GIVEN RECORDS ::

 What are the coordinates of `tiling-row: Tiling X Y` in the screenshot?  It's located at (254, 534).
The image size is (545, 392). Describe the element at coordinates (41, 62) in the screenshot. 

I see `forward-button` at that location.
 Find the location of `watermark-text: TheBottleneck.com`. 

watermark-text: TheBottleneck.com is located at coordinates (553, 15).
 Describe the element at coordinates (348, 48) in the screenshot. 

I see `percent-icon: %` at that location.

---

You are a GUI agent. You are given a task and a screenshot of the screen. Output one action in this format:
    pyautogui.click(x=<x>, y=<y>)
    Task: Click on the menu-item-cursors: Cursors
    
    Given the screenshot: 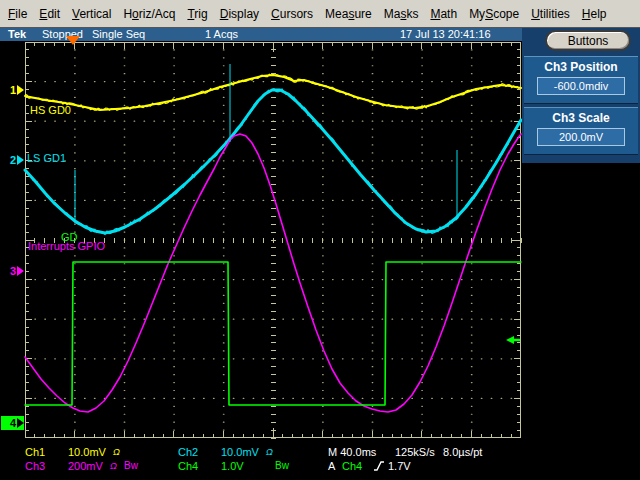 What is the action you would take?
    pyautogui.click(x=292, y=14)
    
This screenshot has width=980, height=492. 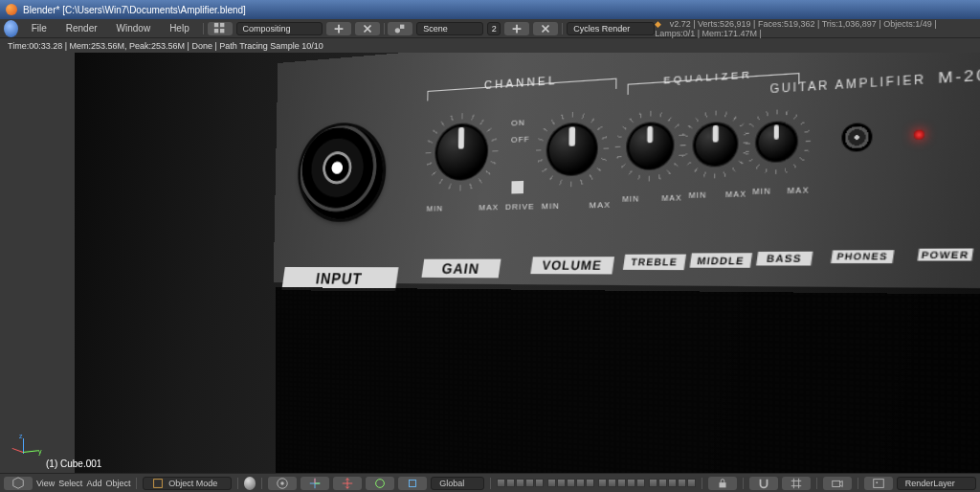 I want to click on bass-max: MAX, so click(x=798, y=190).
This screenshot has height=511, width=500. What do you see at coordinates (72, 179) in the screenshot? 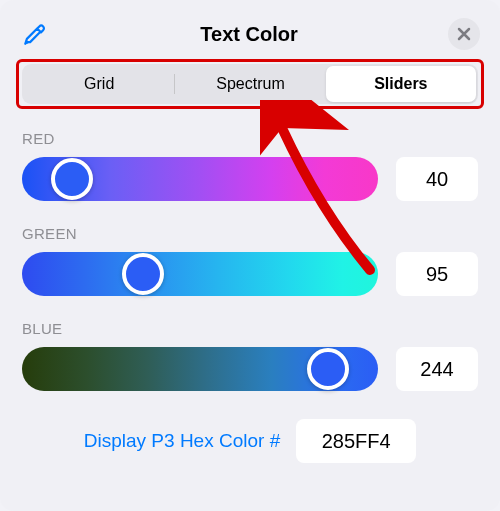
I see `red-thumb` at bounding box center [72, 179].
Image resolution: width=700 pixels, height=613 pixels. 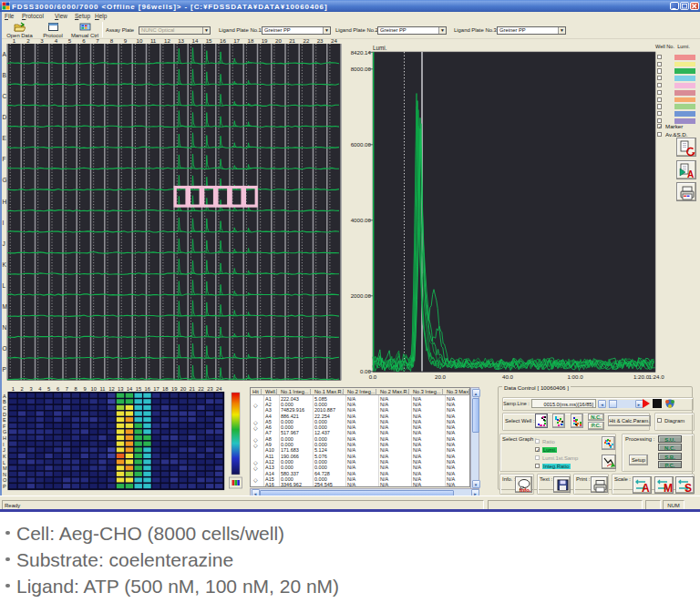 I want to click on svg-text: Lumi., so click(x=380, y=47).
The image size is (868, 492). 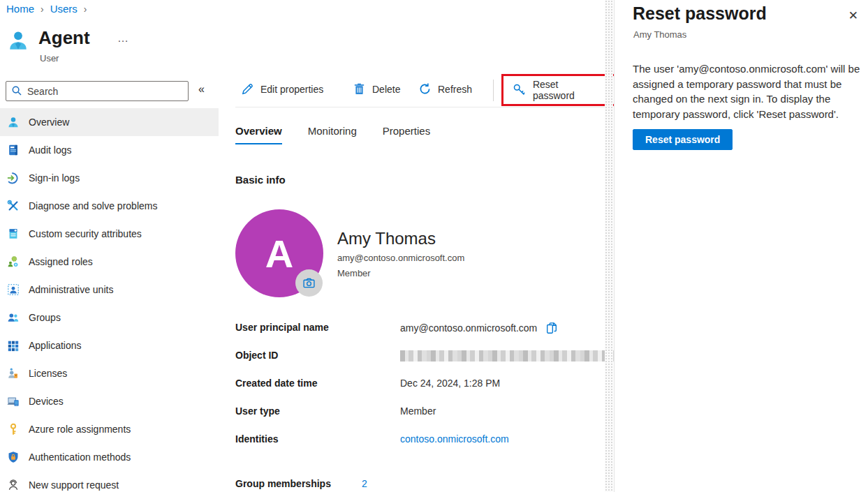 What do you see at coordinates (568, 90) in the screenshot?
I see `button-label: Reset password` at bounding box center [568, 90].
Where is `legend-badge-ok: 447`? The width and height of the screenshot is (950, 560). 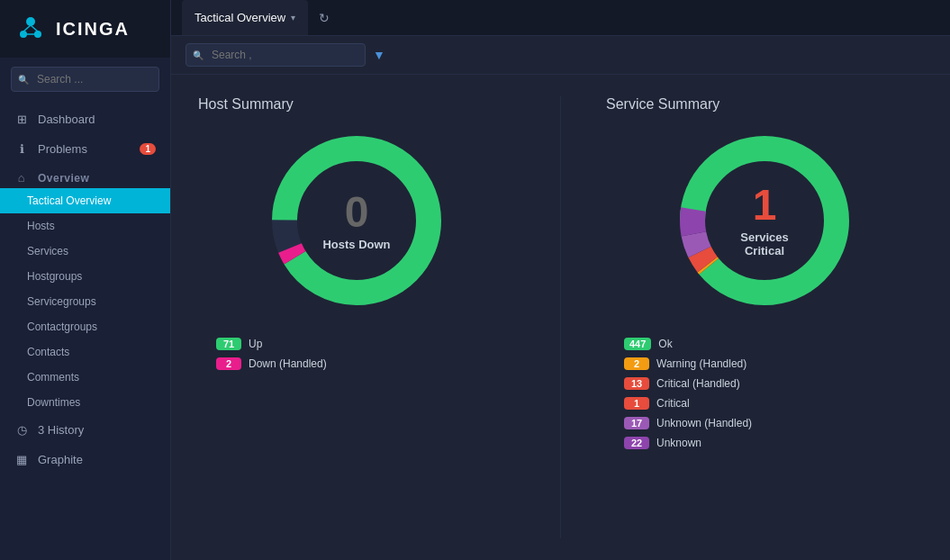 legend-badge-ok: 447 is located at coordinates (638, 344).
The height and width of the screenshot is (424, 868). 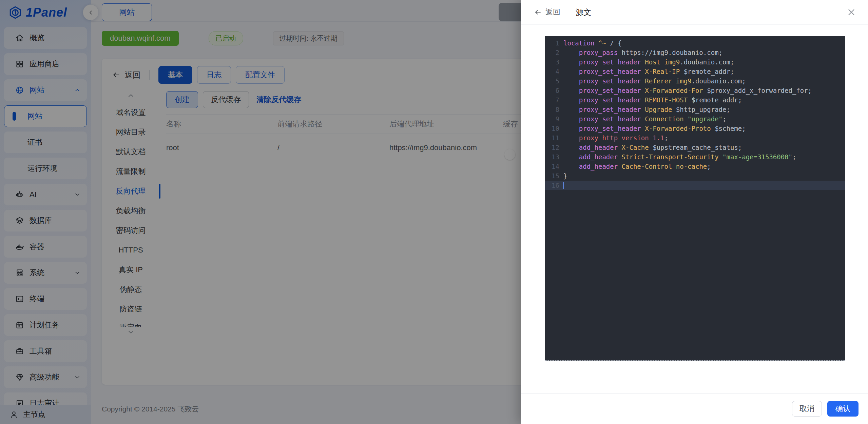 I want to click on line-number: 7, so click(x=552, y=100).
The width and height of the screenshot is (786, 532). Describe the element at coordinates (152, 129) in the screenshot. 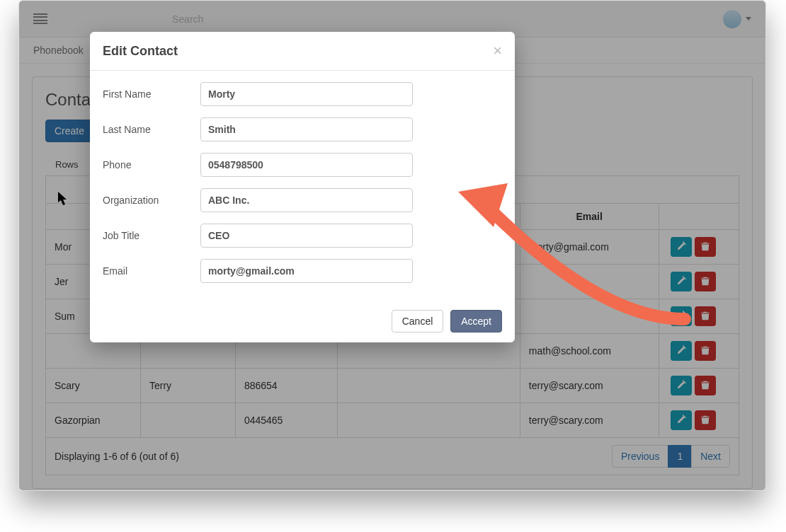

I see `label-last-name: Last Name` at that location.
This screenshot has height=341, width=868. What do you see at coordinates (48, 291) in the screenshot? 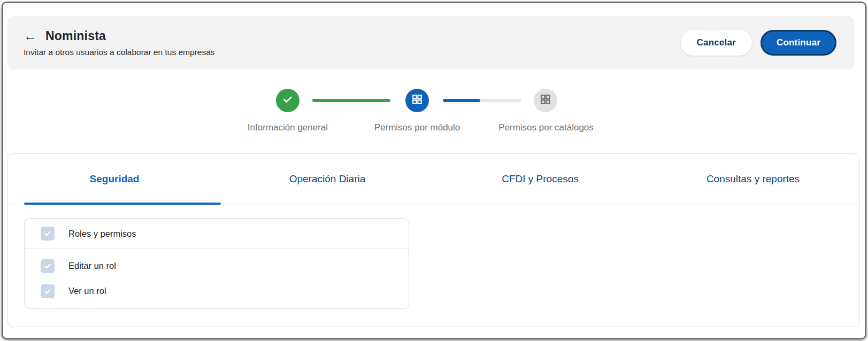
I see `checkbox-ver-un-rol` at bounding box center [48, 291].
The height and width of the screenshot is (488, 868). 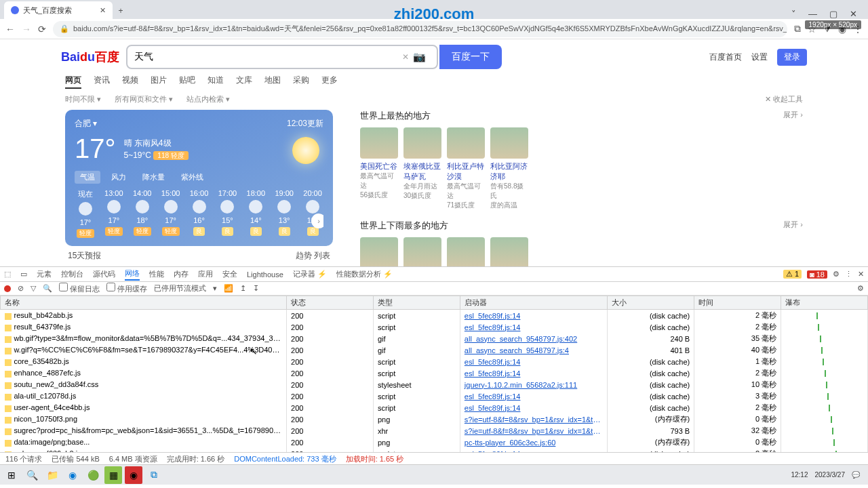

ASSIGNED TASK :: Reproduce the records above exactly, but only from the line with "This screenshot has height=341, width=868." up to and including the line with "The height and width of the screenshot is (488, 868).". Leave the pictures out.

RESPONSE TO THIS TASK ::
This screenshot has height=341, width=868. What do you see at coordinates (48, 291) in the screenshot? 
I see `checkbox-ver-un-rol` at bounding box center [48, 291].
The height and width of the screenshot is (488, 868). 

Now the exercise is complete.